Let’s immediately clear the field of easy illusions: no, we are not yet faced with the definitive cure. But when it comes to metastatic pancreatic cancer, one of the most aggressive, silent and difficult to treat neoplasms, even a single step forward can be worth a lifetime. And the one recorded in the last few hours is not a step like the others: it is a decisive swerve that promises to radically change the history of oncology medicine.
Pancreatic cancer remains, to date, a real emergency: in Italy alone it causes around 15 thousand deaths every year, thanks to extremely limited therapeutic options so far. Now, however, a new experimental molecule administered in tablets, Daraxonrasib, has literally shaken the international scientific community, earning its presentation in the plenary session at the famous congress of the American Society of Clinical Oncology.
Cheers, chills, and a standing ovation when RASolute 302 showed unprecedented survival on daraxonrasib for patients with progressive pancreatic cancer
Seldom do you sense you’re witnessing a historic moment in cancer care but this feels like ras targeting has arrived #ASCO26 pic.twitter.com/yS9E5kGHs1
— Mark Lewis, MD, FASCO (@marklewismd) May 31, 2026
The data from the global phase 3 study speak clearly: in patients with already metastatic and previously treated cancer, the new pill almost doubled survival compared to traditional chemotherapy.
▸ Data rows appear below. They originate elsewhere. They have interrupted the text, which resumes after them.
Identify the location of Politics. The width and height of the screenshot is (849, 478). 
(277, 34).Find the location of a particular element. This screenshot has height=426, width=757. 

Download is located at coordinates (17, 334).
According to oncologists, this is the greatest success in the treatment of this neoplasm in decades.
The turning point numbers: survival doubled
The trial involved 500 patients around the world who had already failed the first cycles of treatment. Divided into two groups, half took the new oral drug, the other half the classic chemotherapy. The clinical results went beyond expectations. Average overall survival went from 6.7 months (with chemo) to 13.2 months with Daraxonrasib. One year after the start of therapy, 53.2% of patients treated with the new molecule are alive compared to just 17.3% of those who continued with chemotherapy. The time in which the tumor remained stationary, without progressing, doubled from 3.5 to over 7 months.
How the pill that “tricks” the tumor works
To understand the significance of this discovery we must come to terms with the biology of cancer. In more than 90% of cases, pancreatic adenocarcinoma is driven by a specific genetic mutation: the Kras gene. When this gene goes crazy, it turns into a perpetually on switch that tells cancer cells to multiply endlessly.
Daraxonrasib works like a smart “super switch”. It acts directly at the root: it enters the cells, binds to the diseased protein and turns it off. The real surprise of the study? The molecule proved effective not only in tumors with the mutated Kras gene, but also showed solid benefits in that rare percentage of patients who did not have the mutation.
Less toxicity and more quality of life
When fighting such an aggressive tumor, the quantity of life must go hand in hand with its quality. Second-line therapies used so far offered modest benefits despite substantial toxicity. Daraxonrasib has overturned this paradigm. Serious side effects were fewer than with chemo, but the most striking data concerns abandonment of treatment: only 1.2% of patients taking the pill had to stop treatment due to side effects, compared to 11.2% of those undergoing chemotherapy.
What happens now?
In the United States, given the extraordinary efficacy demonstrated, the treatment is already accessible to patients through a regulated compassionate use program, awaiting final commercial approval by the FDA.
The research, however, does not stop here. Daraxonrasib is already being tested for first-line treatment (i.e. for patients who have just been diagnosed with pancreatic cancer that is not yet metastatic) and to combat other types of cancer linked to mutations in the Ras gene. In the meantime, researchers are studying combinations of drugs to prevent the tumor from developing resistance to the pill over time.
“We are seeing unprecedented levels of survival and efficacy,” he enthuses from ASCO Rachna Shroffexpert in gastrointestinal tumorsUniversity of Arizona Cancer Center. “Targeting the Kras gene in pancreatic cancer is finally a reality.” The road is still long, but the therapeutic landscape has officially changed.